Speaking at the recent meeting with stakeholders from the transportation-for-hire industry, the resident said most other arrivals are allowed to enter without being tagged with any monitoring system.
“I think there’s a little issue there where you (persons who haven’t tested positive) get to leave the port. You go straight home. There’s no tracking app on your phone there. No bracelets or anything like what we were doing before. So, I think that’s a little hole that we might have to look at the plug,” the resident said.
The resident also questioned why it appeared as though the territory had become complacent with its enforcement of protocols such as mask-wearing.
“I feel like whether you’re vaccinated or not, we need to really be focusing on sanitary protocols; safety protocols. We need to really be enforcing wearing your mask, social distancing, and really driving those points home because whether you’re vaccinated or not, it still is possible for you to catch and spread the virus and I think that’s where us as a whole community became complacent to be honest because some people started to feel like, ‘oh, I took the vaccine. So, I’m immortal’.”
He said local officials need to drive home the point that those everyday safety protocols for COVID-19 are effective.
He further suggested that residents need to allow ships to return to the territory with that understanding in mind.
“So, we have to work with this thing, live with it, push the protocols, allow the ships to come in and people have to make up their mind that this is how life is going to be,” the resident said.
He continued: “It would never go back to how it was pre-COVID no time soon. That’s just my take because we can’t just lose out on all these, you know, millions of dollars for the foreseeable future. That would be basically suicide; economic suicide.”
Meanwhile, Chief Medical Officer (CMO), Dr Ronald Georges explained that the government’s entry protocols had previously been adjusted for certain travellers.
According to Dr Georges, Cabinet had made a decision to allow vaccinated tourists or vaccinated travellers to enter the territory. And at one point in time, they weren’t being tested but that move coincided with the cruise ships coming in.
He said after the BVI experienced a spike in cases, vaccinated persons who were coming in began to receive rapid tests.
“So, you would come in, you’d have the rapid test. If you’re negative, you go. So, in that scenario, you won’t get a band and you won’t enter quarantine if you did test rapid test positive on entry, then, you would get a band and be quarantined and await your PCR results which if positive, then, you’d go through that process for a positive person if negative and it was a false rapid test positive, then you’ll be you’ll continue to be released,” Dr Georges explained.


Exercise directions: Give back the data below word for word. Any image in it should be left out.

(Figure collection entries)
□ □ □ □ □ □ □

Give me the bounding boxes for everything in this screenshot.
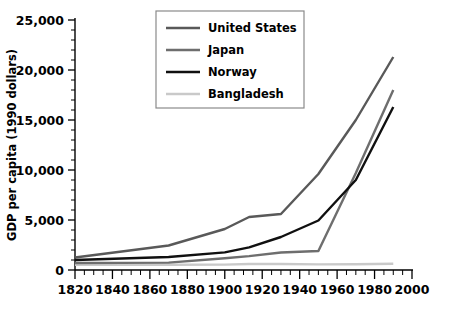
y-axis-title: GDP per capita (1990 dollars): [5, 49, 19, 241]
y-axis: 05,00010,00015,00020,00025,000: [16, 13, 75, 278]
legend-label-united-states: United States: [208, 21, 297, 35]
x-axis: 1820184018601880190019201940196019802000: [58, 270, 430, 297]
gdp-per-capita-line-chart: 05,00010,00015,00020,00025,000 182018401…: [0, 0, 463, 311]
series-line-norway: [75, 107, 393, 260]
y-tick-label: 0: [55, 263, 64, 278]
x-tick-label: 1840: [95, 282, 130, 297]
legend-label-japan: Japan: [207, 43, 244, 57]
y-tick-label: 10,000: [16, 163, 65, 178]
x-tick-label: 1860: [132, 282, 167, 297]
x-tick-label: 1920: [245, 282, 280, 297]
legend-label-bangladesh: Bangladesh: [208, 87, 284, 101]
y-tick-label: 25,000: [16, 13, 65, 28]
y-tick-label: 15,000: [16, 113, 65, 128]
x-tick-label: 1940: [282, 282, 317, 297]
x-tick-label: 1820: [58, 282, 93, 297]
x-tick-label: 1880: [170, 282, 205, 297]
series-line-japan: [75, 90, 393, 263]
x-tick-label: 1980: [357, 282, 392, 297]
chart-legend: United StatesJapanNorwayBangladesh: [156, 11, 304, 108]
chart-svg: 05,00010,00015,00020,00025,000 182018401…: [0, 0, 463, 311]
y-tick-label: 5,000: [24, 213, 64, 228]
x-tick-label: 2000: [395, 282, 430, 297]
legend-label-norway: Norway: [208, 65, 257, 79]
y-tick-label: 20,000: [16, 63, 65, 78]
x-tick-label: 1900: [207, 282, 242, 297]
x-tick-label: 1960: [320, 282, 355, 297]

□ □ □ □ □ □ □

Reply:
Give me the bounding boxes for everything in this screenshot.
y-axis-title: GDP per capita (1990 dollars): [5, 49, 19, 241]
y-axis: 05,00010,00015,00020,00025,000: [16, 13, 75, 278]
legend-label-united-states: United States: [208, 21, 297, 35]
x-axis: 1820184018601880190019201940196019802000: [58, 270, 430, 297]
gdp-per-capita-line-chart: 05,00010,00015,00020,00025,000 182018401…: [0, 0, 463, 311]
series-line-norway: [75, 107, 393, 260]
y-tick-label: 0: [55, 263, 64, 278]
x-tick-label: 1840: [95, 282, 130, 297]
legend-label-japan: Japan: [207, 43, 244, 57]
y-tick-label: 10,000: [16, 163, 65, 178]
x-tick-label: 1860: [132, 282, 167, 297]
x-tick-label: 1920: [245, 282, 280, 297]
legend-label-bangladesh: Bangladesh: [208, 87, 284, 101]
y-tick-label: 25,000: [16, 13, 65, 28]
y-tick-label: 15,000: [16, 113, 65, 128]
x-tick-label: 1940: [282, 282, 317, 297]
x-tick-label: 1820: [58, 282, 93, 297]
x-tick-label: 1880: [170, 282, 205, 297]
series-line-japan: [75, 90, 393, 263]
x-tick-label: 1980: [357, 282, 392, 297]
chart-legend: United StatesJapanNorwayBangladesh: [156, 11, 304, 108]
chart-svg: 05,00010,00015,00020,00025,000 182018401…: [0, 0, 463, 311]
y-tick-label: 5,000: [24, 213, 64, 228]
x-tick-label: 2000: [395, 282, 430, 297]
legend-label-norway: Norway: [208, 65, 257, 79]
y-tick-label: 20,000: [16, 63, 65, 78]
x-tick-label: 1900: [207, 282, 242, 297]
x-tick-label: 1960: [320, 282, 355, 297]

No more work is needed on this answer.